For a closed system at equilibrium the entropy is maximum. Is this a local maximum or is it a global maximum?
To allow a meaningful answer, it would be necessary to qualify the maximum. Maximum with respect to which variable? In thermodynamics the correct (and meaningful) statement is "maximum with respect to the variables (different from the thermodynamic state variables describing the isolated system) which represent the entropy dependence on all possible internal constraints" (i.e. constraints in the isolated system).
From this principle, i.e. from this sentence which condensate a long series of experiences, it is possible to obtain many consequences, like the equilibrium conditions or even the condition of concavity of the entropy as function of the variables which describe the macroscopic state of the isolated system, which, I stress, are not the same which describe the constraints.
So, from the maximum principle, one can get the concavity of entropy with respect to the state variables, by carefully choosing the kind of constraint.
However, such concavity as function of the state variables, does not imply strict concavity, or even concavity of entropy with respect to any possible internal constraint. For example, one could think of a constraint forcing an atomic system to stay only in two ordered crystalline structures (maybe not easy in a lab but not complicate in a computer simulation). For such constrained system one could have local maxima, with the highest being the true stable state and the remaining one, being a metastable system.

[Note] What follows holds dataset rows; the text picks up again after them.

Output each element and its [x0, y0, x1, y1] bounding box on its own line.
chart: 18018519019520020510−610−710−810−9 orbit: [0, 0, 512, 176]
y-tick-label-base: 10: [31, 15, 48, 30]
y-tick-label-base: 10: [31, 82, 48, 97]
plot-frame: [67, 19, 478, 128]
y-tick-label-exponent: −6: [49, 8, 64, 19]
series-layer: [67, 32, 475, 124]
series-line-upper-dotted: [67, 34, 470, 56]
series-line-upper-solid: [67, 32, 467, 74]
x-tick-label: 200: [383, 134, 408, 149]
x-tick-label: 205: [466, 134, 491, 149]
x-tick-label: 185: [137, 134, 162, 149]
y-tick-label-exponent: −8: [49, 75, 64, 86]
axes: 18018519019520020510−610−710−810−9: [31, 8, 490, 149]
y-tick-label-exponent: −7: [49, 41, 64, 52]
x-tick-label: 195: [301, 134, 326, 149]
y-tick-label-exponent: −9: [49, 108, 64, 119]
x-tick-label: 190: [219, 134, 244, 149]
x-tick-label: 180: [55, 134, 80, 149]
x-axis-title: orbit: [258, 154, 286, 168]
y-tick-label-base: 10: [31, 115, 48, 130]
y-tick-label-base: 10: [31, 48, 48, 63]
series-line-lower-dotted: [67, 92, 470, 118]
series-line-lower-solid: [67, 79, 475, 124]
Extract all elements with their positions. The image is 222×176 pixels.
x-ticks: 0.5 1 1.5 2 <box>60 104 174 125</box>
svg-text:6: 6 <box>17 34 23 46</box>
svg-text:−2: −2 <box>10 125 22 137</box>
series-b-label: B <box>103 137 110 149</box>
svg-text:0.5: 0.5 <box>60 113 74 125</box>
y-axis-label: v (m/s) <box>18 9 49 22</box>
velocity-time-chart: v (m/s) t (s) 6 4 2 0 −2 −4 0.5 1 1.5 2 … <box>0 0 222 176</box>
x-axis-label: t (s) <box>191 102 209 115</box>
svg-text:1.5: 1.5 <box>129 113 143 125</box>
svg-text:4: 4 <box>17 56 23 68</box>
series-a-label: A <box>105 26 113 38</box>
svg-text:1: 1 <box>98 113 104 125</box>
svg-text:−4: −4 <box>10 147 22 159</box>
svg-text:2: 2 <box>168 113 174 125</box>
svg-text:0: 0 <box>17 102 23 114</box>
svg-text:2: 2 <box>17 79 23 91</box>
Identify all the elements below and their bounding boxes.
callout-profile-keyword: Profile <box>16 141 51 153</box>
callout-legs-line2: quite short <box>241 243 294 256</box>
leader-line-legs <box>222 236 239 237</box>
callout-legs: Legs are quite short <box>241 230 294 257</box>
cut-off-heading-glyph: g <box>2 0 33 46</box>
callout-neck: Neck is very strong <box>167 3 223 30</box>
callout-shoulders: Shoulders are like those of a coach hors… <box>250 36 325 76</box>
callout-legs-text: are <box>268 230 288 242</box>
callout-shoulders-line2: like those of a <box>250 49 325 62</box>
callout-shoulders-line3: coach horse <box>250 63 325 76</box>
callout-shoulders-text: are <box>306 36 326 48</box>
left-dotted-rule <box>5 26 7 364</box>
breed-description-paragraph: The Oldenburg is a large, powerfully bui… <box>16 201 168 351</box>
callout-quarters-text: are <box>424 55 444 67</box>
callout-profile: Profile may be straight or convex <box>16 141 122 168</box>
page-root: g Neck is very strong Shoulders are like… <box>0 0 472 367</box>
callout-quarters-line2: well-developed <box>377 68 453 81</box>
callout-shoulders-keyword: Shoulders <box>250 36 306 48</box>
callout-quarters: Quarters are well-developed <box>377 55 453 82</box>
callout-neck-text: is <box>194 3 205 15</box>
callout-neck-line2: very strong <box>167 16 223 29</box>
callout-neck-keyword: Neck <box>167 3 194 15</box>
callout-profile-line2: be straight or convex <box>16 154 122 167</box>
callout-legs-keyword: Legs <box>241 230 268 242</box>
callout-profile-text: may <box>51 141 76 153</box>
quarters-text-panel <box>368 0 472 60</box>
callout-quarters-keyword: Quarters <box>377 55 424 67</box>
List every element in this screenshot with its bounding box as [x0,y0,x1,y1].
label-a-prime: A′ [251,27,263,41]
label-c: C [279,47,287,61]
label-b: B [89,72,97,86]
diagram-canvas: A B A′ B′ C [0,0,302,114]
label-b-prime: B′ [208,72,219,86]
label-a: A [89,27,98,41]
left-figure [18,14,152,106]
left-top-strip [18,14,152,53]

Probably the most interesting question could be: if we remove all the internal constraints, how can we know if there is a unique final equilibrium state?
And maybe this was the intended original question. Well, at the best of my knowledge, there is no definite answer. And there is a good reason for that. It is possible to imagine systems which do not reach equilibrium at all (non ergodic systems). Thus, I would consider the request of a unique maximum value of the entropy as an additional request for thermodynamic systems.